People insist that video games are or are not art based on the way they experience them. Those who call games art can approach them as art: they play for visuals, music, and atmosphere. Those who don’t call games art might distantly recognize that they contain art, but it’s negligible to their experience; they play for challenge, improvement, and self-expression. These types of gamers share in common that they play to experience emotions, but differ on which emotions: awe or satisfaction.
To put this another way: building a house requires thought, planning, and engineering; clear choice goes into the materials and colors of its walls, roof, and floor to achieve a specific look and feel. To the architect, a house may be art. To the home owner, a house is shelter, safety, and storage space.
Another comparison: a TV viewer might admire an Olympic ice skater’s performance as art, but the ice skater herself, in real time, fixates on execution. Until she’s completed each spin, jump, and twirl, it’s unlikely that she’ll view her own moves as art; she doesn’t have the time or concentration to spare for that. Not every game has the difficulty level of Olympic ice skating, of course, but gamers who don’t play for art and encounter an easy game can still take on the challenge of besting their own past selves.
First-time Super Metroid players might be playing art. Super Metroid speedrunners aren’t.
If anyone asks me whether games are art, I answer that it doesn’t matter. Games are what gamers experience—and those experiences come in all flavors.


• Task item
Look below. Copy each line that has "style" in it.

• Provided data

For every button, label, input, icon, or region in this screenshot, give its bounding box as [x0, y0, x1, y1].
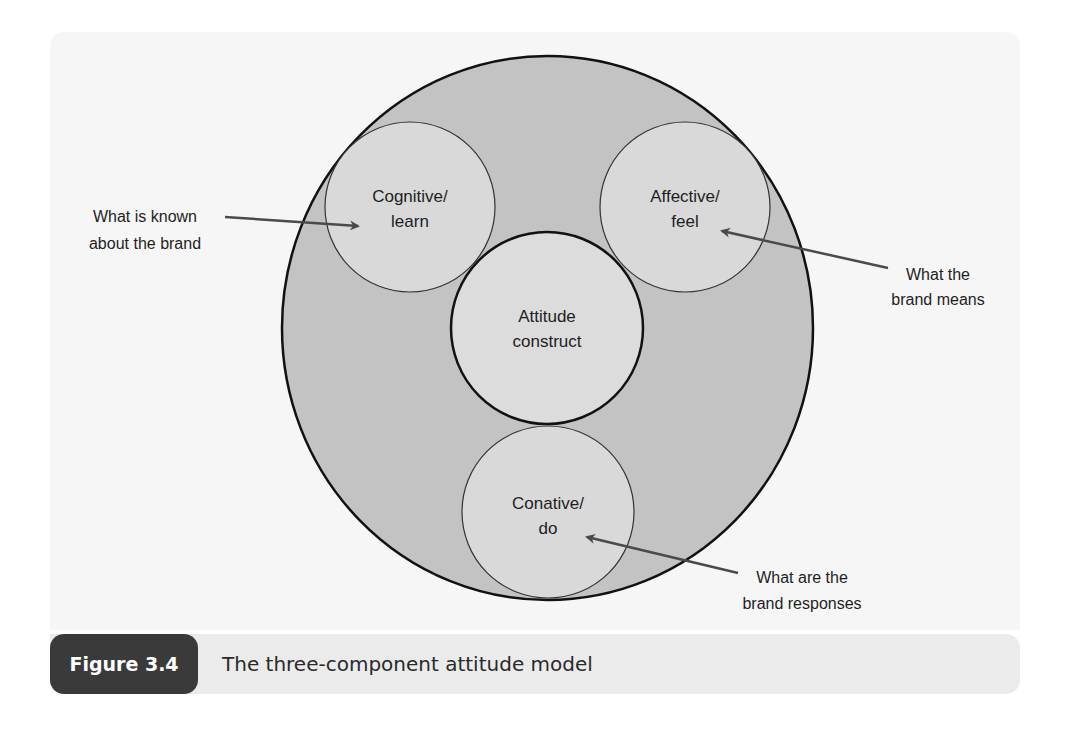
affective-annotation-line2: brand means — [891, 291, 984, 308]
center-label-line1: Attitude — [518, 307, 576, 326]
conative-annotation-line2: brand responses — [742, 595, 861, 612]
cognitive-annotation-line1: What is known — [93, 208, 197, 225]
cognitive-annotation-line2: about the brand — [89, 235, 201, 252]
affective-label-line2: feel — [671, 212, 698, 231]
center-label-line2: construct — [513, 332, 582, 351]
attitude-model-diagram: Cognitive/ learn Affective/ feel Attitud… — [0, 0, 1070, 734]
conative-label-line1: Conative/ — [512, 494, 584, 513]
cognitive-label-line1: Cognitive/ — [372, 187, 448, 206]
affective-circle — [600, 122, 770, 292]
conative-label-line2: do — [539, 519, 558, 538]
conative-annotation-line1: What are the — [756, 569, 848, 586]
figure-caption: The three-component attitude model — [222, 652, 593, 676]
affective-label-line1: Affective/ — [650, 187, 720, 206]
figure-number-badge: Figure 3.4 — [50, 634, 198, 694]
figure-caption-bar: Figure 3.4 The three-component attitude … — [50, 634, 1020, 694]
affective-annotation-line1: What the — [906, 266, 970, 283]
cognitive-label-line2: learn — [391, 212, 429, 231]
attitude-construct-circle — [451, 232, 643, 424]
cognitive-circle — [325, 122, 495, 292]
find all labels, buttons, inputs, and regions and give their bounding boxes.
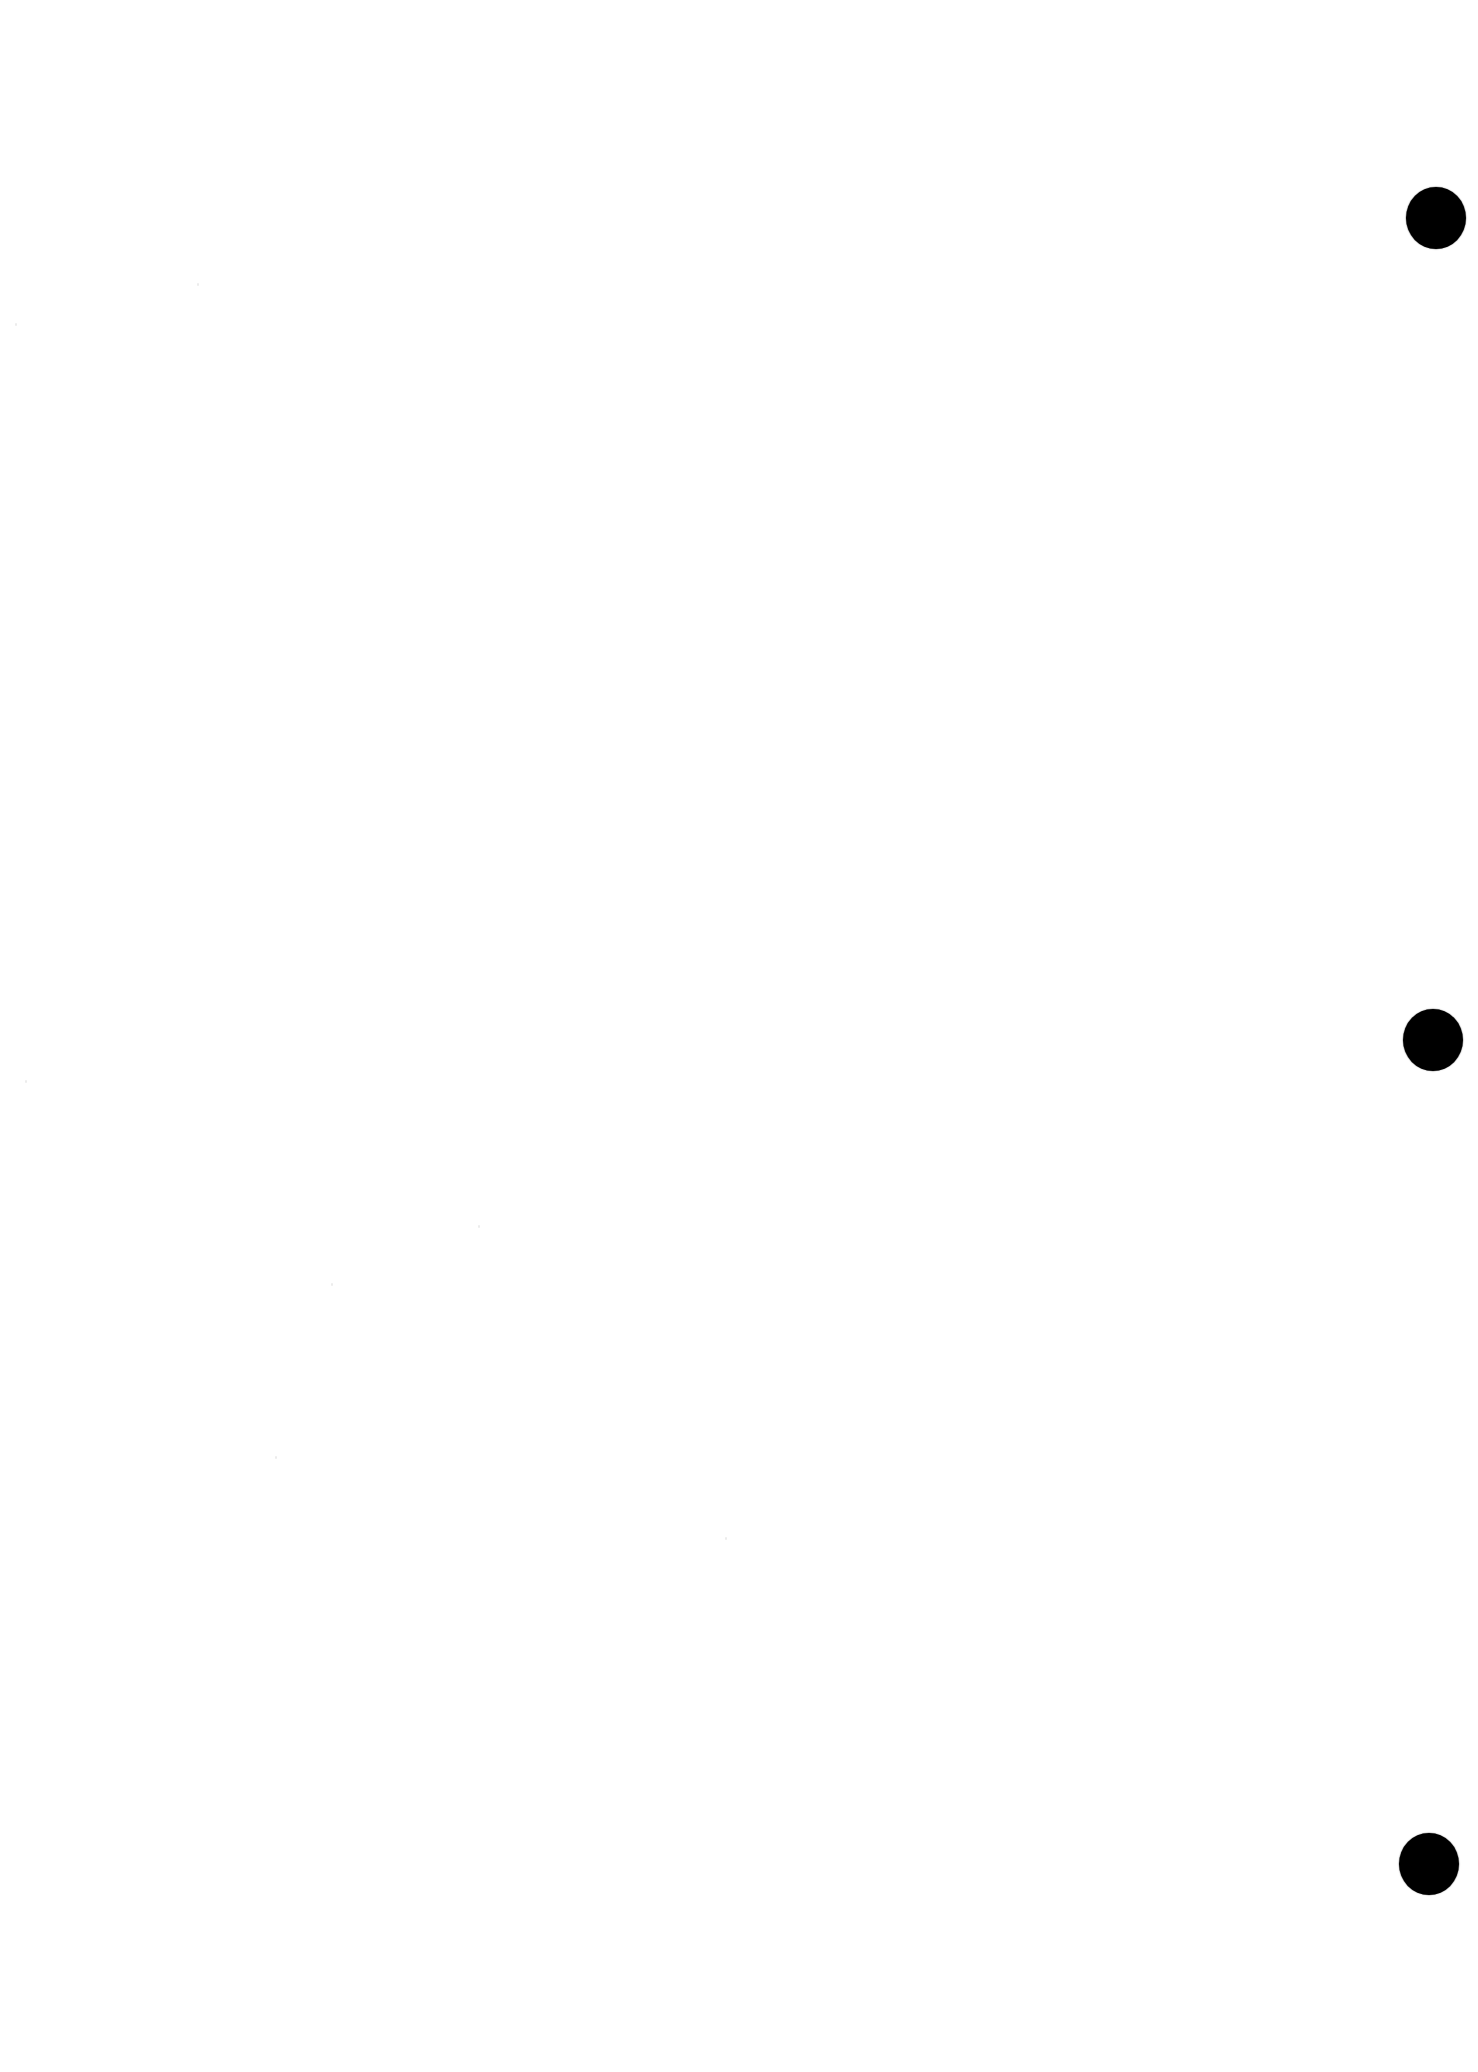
- scan-speck: [197, 283, 199, 286]
- scan-speck: [478, 1225, 480, 1228]
- scan-speck: [275, 1456, 277, 1459]
- punch-hole-top: [1406, 187, 1466, 249]
- scan-speck: [15, 323, 17, 326]
- scan-speck: [331, 1283, 333, 1286]
- punch-hole-middle: [1403, 1009, 1463, 1071]
- punch-hole-bottom: [1399, 1833, 1459, 1895]
- blank-document-page: [0, 0, 1478, 2072]
- scan-speck: [725, 1537, 727, 1540]
- scan-speck: [25, 1080, 27, 1083]
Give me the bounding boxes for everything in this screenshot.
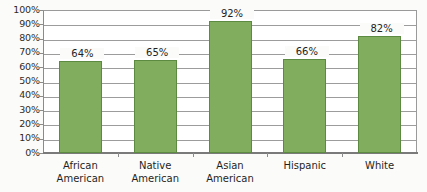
y-axis-tick-label: 30% bbox=[0, 105, 40, 115]
y-axis-tick-label: 100% bbox=[0, 5, 40, 15]
x-axis-category-label: AfricanAmerican bbox=[43, 160, 118, 185]
x-axis-category-label: White bbox=[342, 160, 417, 173]
bar-value-label: 92% bbox=[210, 8, 254, 19]
x-axis-category-label-line: Hispanic bbox=[267, 160, 342, 173]
y-axis-tick-mark bbox=[39, 139, 43, 140]
x-axis-category-label-line: American bbox=[43, 173, 118, 186]
bar bbox=[59, 61, 102, 153]
y-axis-tick-label: 50% bbox=[0, 76, 40, 86]
x-axis-category-label-line: Native bbox=[118, 160, 193, 173]
x-axis-tick-mark bbox=[193, 153, 194, 157]
x-axis-category-label-line: African bbox=[43, 160, 118, 173]
x-axis-tick-mark bbox=[267, 153, 268, 157]
bar bbox=[358, 36, 401, 153]
y-axis-tick-label: 20% bbox=[0, 119, 40, 129]
y-axis-tick-label: 0% bbox=[0, 148, 40, 158]
x-axis-category-label: NativeAmerican bbox=[118, 160, 193, 185]
bar-value-label: 65% bbox=[135, 47, 179, 58]
y-axis-tick-mark bbox=[39, 53, 43, 54]
x-axis-category-label: AsianAmerican bbox=[193, 160, 268, 185]
x-axis-category-label: Hispanic bbox=[267, 160, 342, 173]
x-axis-tick-mark bbox=[118, 153, 119, 157]
bar bbox=[134, 60, 177, 153]
y-axis-tick-mark bbox=[39, 96, 43, 97]
y-axis-tick-mark bbox=[39, 110, 43, 111]
x-axis-category-label-line: American bbox=[193, 173, 268, 186]
y-axis: 100%90%80%70%60%50%40%30%20%10%0% bbox=[0, 0, 40, 192]
x-axis-category-label-line: White bbox=[342, 160, 417, 173]
bar bbox=[283, 59, 326, 153]
x-axis-category-label-line: American bbox=[118, 173, 193, 186]
y-axis-tick-mark bbox=[39, 67, 43, 68]
bar-chart: 100%90%80%70%60%50%40%30%20%10%0% 64%Afr… bbox=[0, 0, 427, 192]
y-axis-tick-mark bbox=[39, 24, 43, 25]
y-axis-tick-mark bbox=[39, 124, 43, 125]
y-axis-tick-label: 70% bbox=[0, 47, 40, 57]
y-axis-tick-label: 40% bbox=[0, 90, 40, 100]
y-axis-tick-label: 10% bbox=[0, 133, 40, 143]
y-axis-tick-mark bbox=[39, 10, 43, 11]
bar-value-label: 66% bbox=[285, 46, 329, 57]
y-axis-tick-label: 60% bbox=[0, 62, 40, 72]
y-axis-tick-label: 90% bbox=[0, 19, 40, 29]
bar bbox=[209, 21, 252, 153]
bar-value-label: 82% bbox=[360, 23, 404, 34]
y-axis-tick-mark bbox=[39, 39, 43, 40]
y-axis-tick-mark bbox=[39, 153, 43, 154]
x-axis-category-label-line: Asian bbox=[193, 160, 268, 173]
bar-value-label: 64% bbox=[60, 48, 104, 59]
y-axis-tick-label: 80% bbox=[0, 33, 40, 43]
x-axis-tick-mark bbox=[342, 153, 343, 157]
y-axis-tick-mark bbox=[39, 82, 43, 83]
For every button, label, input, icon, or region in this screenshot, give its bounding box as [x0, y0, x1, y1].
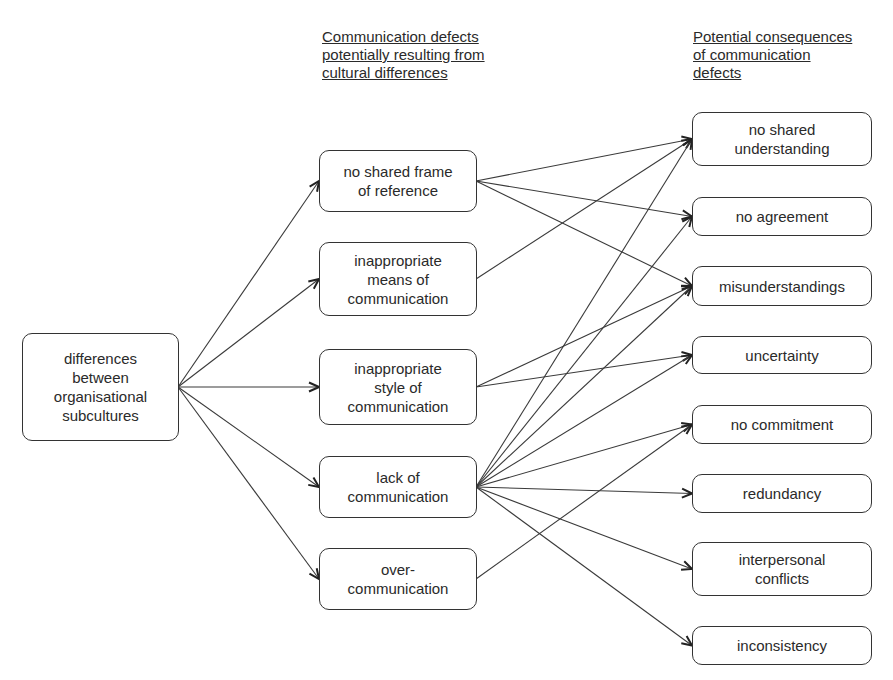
edge-lack-of-communication-to-misunderstandings [476, 286, 692, 487]
node-no-shared-frame-of-reference: no shared frame of reference [319, 150, 477, 212]
edge-over-communication-to-no-commitment [476, 425, 692, 580]
edge-differences-to-lack-of-communication [178, 387, 319, 487]
edge-no-shared-frame-to-misunderstandings [476, 181, 692, 286]
node-interpersonal-conflicts: interpersonal conflicts [692, 542, 872, 596]
node-no-commitment: no commitment [692, 405, 872, 444]
edge-lack-of-communication-to-uncertainty [476, 355, 692, 487]
node-no-shared-understanding: no shared understanding [692, 112, 872, 166]
node-inappropriate-means-of-communication: inappropriate means of communication [319, 242, 477, 316]
node-inappropriate-style-of-communication: inappropriate style of communication [319, 349, 477, 425]
edge-lack-of-communication-to-redundancy [476, 487, 692, 494]
node-lack-of-communication: lack of communication [319, 456, 477, 518]
edge-lack-of-communication-to-interpersonal-conflicts [476, 487, 692, 569]
edge-differences-to-inappropriate-means [178, 279, 319, 387]
heading-communication-defects: Communication defects potentially result… [322, 28, 485, 82]
edge-differences-to-no-shared-frame [178, 181, 319, 387]
node-over-communication: over- communication [319, 548, 477, 610]
edge-lack-of-communication-to-no-shared-understanding [476, 139, 692, 487]
node-misunderstandings: misunderstandings [692, 266, 872, 306]
edge-differences-to-over-communication [178, 387, 319, 579]
edge-no-shared-frame-to-no-agreement [476, 181, 692, 217]
heading-potential-consequences: Potential consequences of communication … [693, 28, 852, 82]
node-inconsistency: inconsistency [692, 626, 872, 665]
node-no-agreement: no agreement [692, 197, 872, 236]
node-uncertainty: uncertainty [692, 336, 872, 374]
edge-lack-of-communication-to-inconsistency [476, 487, 692, 646]
edge-inappropriate-style-to-misunderstandings [476, 286, 692, 387]
edge-inappropriate-style-to-uncertainty [476, 355, 692, 387]
edge-lack-of-communication-to-no-agreement [476, 217, 692, 488]
node-redundancy: redundancy [692, 474, 872, 513]
node-differences-between-subcultures: differences between organisational subcu… [22, 333, 179, 441]
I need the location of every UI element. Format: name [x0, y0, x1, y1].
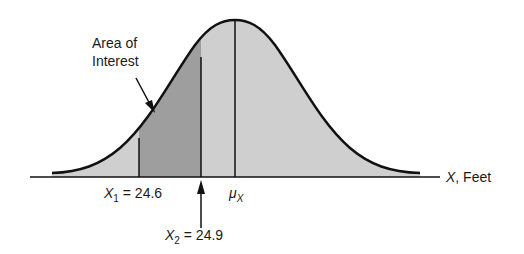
x2-value: = 24.9	[180, 227, 223, 243]
curve-fill	[30, 0, 450, 177]
x1-symbol: X	[103, 185, 114, 201]
axis-unit: , Feet	[455, 169, 491, 185]
area-of-interest-shading	[139, 0, 201, 177]
arrow-up-icon	[197, 180, 205, 194]
axis-variable: X	[445, 169, 456, 185]
normal-curve-diagram: Area of Interest X1 = 24.6 μX X2 = 24.9 …	[0, 0, 524, 254]
mean-label: μX	[228, 185, 244, 204]
x1-label: X1 = 24.6	[103, 185, 162, 204]
x2-label: X2 = 24.9	[164, 227, 223, 246]
arrow-down-icon	[145, 100, 155, 113]
light-shaded-area	[30, 0, 450, 177]
x2-symbol: X	[164, 227, 175, 243]
annotation-line1: Area of	[92, 35, 137, 51]
mean-symbol: μ	[228, 185, 237, 201]
axis-label: X, Feet	[445, 169, 491, 185]
x1-value: = 24.6	[119, 185, 162, 201]
mean-subscript: X	[236, 193, 244, 204]
annotation-line2: Interest	[92, 53, 139, 69]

• Output for this task
node-inappropriate-style-of-communication: inappropriate style of communication [319, 349, 477, 425]
edge-inappropriate-style-to-misunderstandings [476, 286, 692, 387]
edge-inappropriate-style-to-uncertainty [476, 355, 692, 387]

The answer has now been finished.